Matthew Weinberger

March 4, 2011

3 Min Read
Intel: How To Build a Better Cloud

images.jpgAt an Intel cloud conference here in Portland, Ore., the chip giant has just described how and why cloud service providers (CSPs) need to make their data centers far more efficient.

Intel General Manager of High Density Servers Jason Waxman kicked off the day, outlining basics of the Intel Cloud Builders Program. But first, he laid out the reasons for its inception. The cloud’s acceleration is increasing to the point where we’ll need 45 new dedicated power plants to handle the growth over the next five years, he said.

Needless to say, that’s horribly inefficient, bordering on outright wastefulness. There has to be a better way to handle all the new users, new devices, and new data that’s being brought to the cloud every day. Enter Intel: Waxman says that together with partners, Intel is working on ways to make a smarter, more secure, more automated cloud that saves money even as it helps save the planet.

After all, Waxman says that a full 75% of the TCO of most infrastructure-as-a-service deployments comes from power and delivery. If Intel can cut that down, they can help lower the cost of cloud services and reap a portion of a data center market that they see growing at a compound rate of 20% every year even as they enable it. Even the smallest things, like matching a cloud service provider’s workloads to the right kind of silicon, can produce a net efficiency gain that can’t be ignored.

But it gets really interesting when you start talking about the relationship between cloud services and the data centers that run them. Waxman mentioned the Intel-facilitated Open Data Center Alliance (ODCA), which is pushing for four key IT challenges in IaaS: Security and compliance; efficiency; lock-in; and manageability.

None of these are news to TalkinCloud readers, but the ODCA is pushing to figure out how to make them things of the past by providing the customer base with a single soapbox.

Intel Cloud Builders Program

Finally, we get back to the Intel Cloud Builders Program. Intel, in conjunction with many major cloud industry players, from Microsoft to Parallels to NetApp to Canonical, to put together reference architectures, essentially giving guidelines on how to deploy technologies from different vendors to create cloud solutions. Some cloud service providers specialize in storage, some in compute, some in POS, and so on.

But Intel has around 50 reference architectures to help them get there. While Waxman warns that the architectures are by their nature not customized to the specific needs of every provider and “won’t solve world hunger,” Intel Chief Cloud Engineer Billy Cox says that they’re based on the company’s own experiences with testing and deploying cloud partner solutions.

On a final note, Cox joked that the cloud has forced Intel to think in terms of services, not technology — not something the chip manufacturer is used to. But all the same, Intel stands to make a lot of money in the data center if they can help their technology partners figure out better, faster, cheaper, and interoperable cloud services. And smaller VARs and MSPs will reap the benefits.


Task requirements - This exercise asks for every line of the material that includes the word "chart".

Source records -
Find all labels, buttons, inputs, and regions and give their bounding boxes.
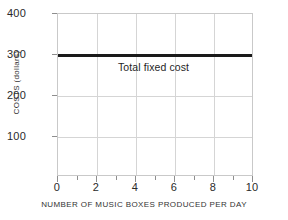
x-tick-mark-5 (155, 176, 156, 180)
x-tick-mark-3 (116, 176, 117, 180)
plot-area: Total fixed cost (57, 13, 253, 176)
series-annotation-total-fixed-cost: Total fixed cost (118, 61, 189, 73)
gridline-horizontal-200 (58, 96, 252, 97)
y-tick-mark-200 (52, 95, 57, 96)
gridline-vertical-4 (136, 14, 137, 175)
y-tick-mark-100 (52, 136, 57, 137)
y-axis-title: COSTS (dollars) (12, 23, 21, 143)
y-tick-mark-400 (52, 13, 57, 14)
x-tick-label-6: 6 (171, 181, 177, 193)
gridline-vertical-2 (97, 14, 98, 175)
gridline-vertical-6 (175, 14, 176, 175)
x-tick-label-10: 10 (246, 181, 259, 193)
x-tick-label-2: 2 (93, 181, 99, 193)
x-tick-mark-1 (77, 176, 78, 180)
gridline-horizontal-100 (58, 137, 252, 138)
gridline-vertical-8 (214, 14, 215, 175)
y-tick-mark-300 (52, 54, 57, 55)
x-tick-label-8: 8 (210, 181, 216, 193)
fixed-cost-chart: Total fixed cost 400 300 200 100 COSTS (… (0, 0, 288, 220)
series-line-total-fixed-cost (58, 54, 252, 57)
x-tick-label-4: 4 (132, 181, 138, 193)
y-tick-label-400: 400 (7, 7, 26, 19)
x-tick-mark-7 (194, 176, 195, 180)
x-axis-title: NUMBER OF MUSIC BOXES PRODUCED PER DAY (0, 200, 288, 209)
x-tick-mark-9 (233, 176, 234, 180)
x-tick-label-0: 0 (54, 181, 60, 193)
==
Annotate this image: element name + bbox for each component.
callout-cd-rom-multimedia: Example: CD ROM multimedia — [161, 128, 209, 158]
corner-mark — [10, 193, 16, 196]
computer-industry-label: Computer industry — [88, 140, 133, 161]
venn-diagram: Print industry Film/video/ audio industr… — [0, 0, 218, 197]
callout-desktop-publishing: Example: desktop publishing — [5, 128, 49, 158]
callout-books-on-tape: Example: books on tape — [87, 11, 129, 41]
--
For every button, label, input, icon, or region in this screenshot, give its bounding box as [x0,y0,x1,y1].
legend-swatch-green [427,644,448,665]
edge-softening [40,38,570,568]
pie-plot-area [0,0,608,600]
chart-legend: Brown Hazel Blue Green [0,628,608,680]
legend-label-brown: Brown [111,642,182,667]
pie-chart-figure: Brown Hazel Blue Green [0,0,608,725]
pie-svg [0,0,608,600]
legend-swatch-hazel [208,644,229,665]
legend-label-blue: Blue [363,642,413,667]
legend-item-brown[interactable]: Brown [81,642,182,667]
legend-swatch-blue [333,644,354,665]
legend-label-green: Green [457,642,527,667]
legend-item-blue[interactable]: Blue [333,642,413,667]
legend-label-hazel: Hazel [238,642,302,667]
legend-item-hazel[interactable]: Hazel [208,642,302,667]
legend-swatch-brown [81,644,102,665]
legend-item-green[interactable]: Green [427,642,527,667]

Answer area -
fixed-cost-chart: Total fixed cost 400 300 200 100 COSTS (… (0, 0, 288, 220)
chart-legend: Brown Hazel Blue Green [0,628,608,680]
pie-chart-figure: Brown Hazel Blue Green [0,0,608,725]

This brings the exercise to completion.